ROC, Taiwan, independence
Misconceptions about UN General Assembly Resolution 2758 abound, and not always due to disinformation by the People’s Republic of China (PRC). Take the statement “Taiwan left the UN in 1971” (UN should rescind 2758 interpretation, Sept. 22, page 1): How could Taiwan have left the UN if it had never joined? In international law, the state that left the UN was the Republic of China (ROC), not Taiwan.
In contrast, Taiwanese as a people have the right to self-determination. “One Taiwan, one China” was a known option even before the UN resolution. It had been an ironclad fact, as Peng Ming-min (彭明敏) wrote in his 1964 Declaration of Formosan Self-Salvation (“Liberty Times Editorial,” Apr. 16, 2022, page 8). Likewise, Chen Lung-chu (陳隆志) and Harold Lasswell produced a book-length proposal in 1967 — Formosa, China and the United Nations: Formosa in the World Community.
Chiang Kai-shek (蔣介石) refused any such offer during his dictatorship, resulting in the expulsion of his regime — the ROC — from the UN (“Righting Chiang Kai-shek’s wrongs,” Sept. 12, 2007, page 8). So conflating Taiwan with the ROC is a dead end for any meaningful participation in the UN.
Knowing this, PRC foreign minister Wang Yi (王毅) demanded that President Tsai Ing-wen (蔡英文) respect “their own constitution” in 2016 (“China’s mention of ROC Constitution no landmark: academic”, March 1, 2016, page 3).
The ROC fantasy survives for three reasons:
One: “Taiwan’s government has not made an official proclamation of independence — because China regards that as a casus belli,” as the British House of Commons foreign committee recently summarized this “‘status quo’ at gunpoint” (“Taiwan has right to choose its destiny: UK lawmaker,” Oct. 5, page 1).
Two: The Chinese Nationalist Party (KMT) enjoys perpetuating the ROC playing field tilted in its favor (“KMT accuses government over National Day phrase,” Oct. 5, page 2).
Three: hard-right Cold Warriors pipe dream about “free China retaking the mainland,” Chiang-style.
However, as international support grows for Taiwan, an opportune time might come to found a new and independent state — one the Presbyterian Church in Taiwan prophesied in 1977 (“Taiwan in Time: The devout dissidents,” Jan. 5, 2020, page 8).
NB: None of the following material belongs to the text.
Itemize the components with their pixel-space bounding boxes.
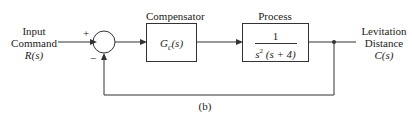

All elected representatives — not just the president — may play a key role then: The International Court of Justice’s 2010 advisory opinion on Kosovo’s declaration of independence hints that the legislators may act not as members of the ROC Legislative Yuan, but as “persons who acted together in their capacity as representatives of the people of [Taiwan] outside the [ROC constitutional] framework” (paragraph 109).
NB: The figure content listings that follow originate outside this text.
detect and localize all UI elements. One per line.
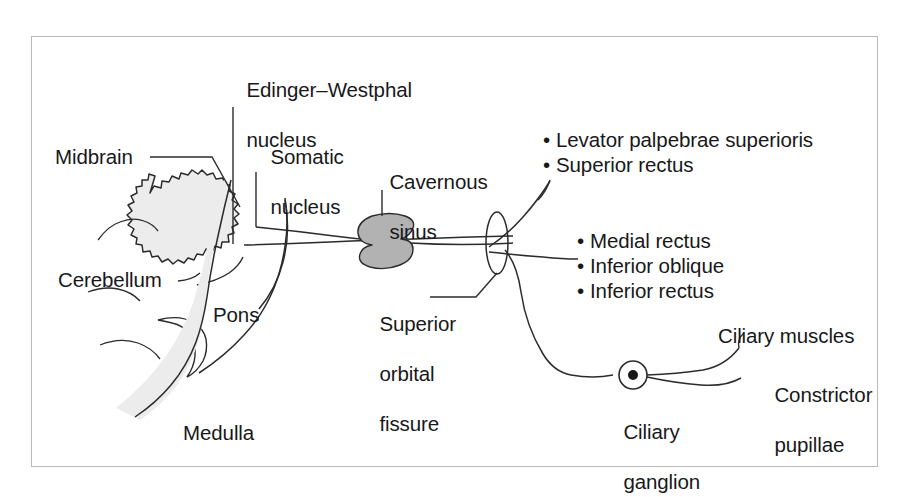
- list-item: •Medial rectus: [577, 228, 724, 253]
- ciliary-ganglion-dot: [628, 370, 638, 380]
- label-constrictor-line2: pupillae: [774, 433, 844, 456]
- label-sof-line1: Superior: [379, 312, 456, 335]
- label-cavernous-sinus-line1: Cavernous: [389, 170, 487, 193]
- list-item: •Inferior oblique: [577, 253, 724, 278]
- target-inferior-1: Inferior oblique: [590, 254, 724, 277]
- label-cavernous-sinus: Cavernous sinus: [367, 144, 488, 269]
- leader-cerebellum: [178, 273, 200, 281]
- target-superior-1: Superior rectus: [556, 153, 694, 176]
- label-medulla: Medulla: [183, 420, 254, 445]
- constrictor-pupillae-branch: [647, 377, 741, 385]
- label-ciliary-ganglion: Ciliary ganglion: [601, 394, 700, 497]
- target-list-inferior: •Medial rectus •Inferior oblique •Inferi…: [577, 228, 724, 303]
- label-edinger-westphal-line1: Edinger–Westphal: [246, 78, 412, 101]
- bullet-icon: •: [543, 127, 556, 152]
- label-constrictor-line1: Constrictor: [774, 383, 872, 406]
- target-inferior-2: Inferior rectus: [590, 279, 714, 302]
- label-ciliary-ganglion-line1: Ciliary: [623, 420, 679, 443]
- label-constrictor-pupillae: Constrictor pupillae: [752, 357, 872, 482]
- bullet-icon: •: [577, 253, 590, 278]
- label-superior-orbital-fissure: Superior orbital fissure: [357, 286, 456, 461]
- label-cavernous-sinus-line2: sinus: [389, 220, 436, 243]
- label-somatic-nucleus-line2: nucleus: [270, 195, 340, 218]
- bullet-icon: •: [577, 278, 590, 303]
- list-item: •Superior rectus: [543, 152, 813, 177]
- target-superior-0: Levator palpebrae superioris: [556, 128, 813, 151]
- label-sof-line2: orbital: [379, 362, 434, 385]
- target-list-superior: •Levator palpebrae superioris •Superior …: [543, 127, 813, 177]
- label-ciliary-muscles: Ciliary muscles: [718, 323, 854, 348]
- list-item: •Inferior rectus: [577, 278, 724, 303]
- label-cerebellum: Cerebellum: [58, 267, 162, 292]
- label-sof-line3: fissure: [379, 412, 439, 435]
- inferior-division-branch: [489, 252, 578, 259]
- ciliary-muscles-branch: [647, 348, 739, 375]
- label-midbrain: Midbrain: [55, 144, 133, 169]
- label-pons: Pons: [213, 302, 259, 327]
- label-somatic-nucleus-line1: Somatic: [270, 145, 343, 168]
- superior-division-branch: [489, 181, 550, 247]
- list-item: •Levator palpebrae superioris: [543, 127, 813, 152]
- label-somatic-nucleus: Somatic nucleus: [248, 119, 344, 244]
- bullet-icon: •: [543, 152, 556, 177]
- target-inferior-0: Medial rectus: [590, 229, 711, 252]
- cerebellum-folia-lower: [100, 340, 160, 359]
- label-ciliary-ganglion-line2: ganglion: [623, 470, 700, 493]
- bullet-icon: •: [577, 228, 590, 253]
There would be implications to consider, which have so far been veiled by the ROC framework: For example, how to defend Taiwan with only 12 nautical miles of territorial waters and a new status for Kinmen and Matsu (“Ian Easton on Taiwan: Why Taiwan’s frontline islands matter,” July 31, page 8); what is the appropriate posture in the East and South China seas — less as a sidekick for Chinese claims, more as a good neighbor in the Indo-Pacific.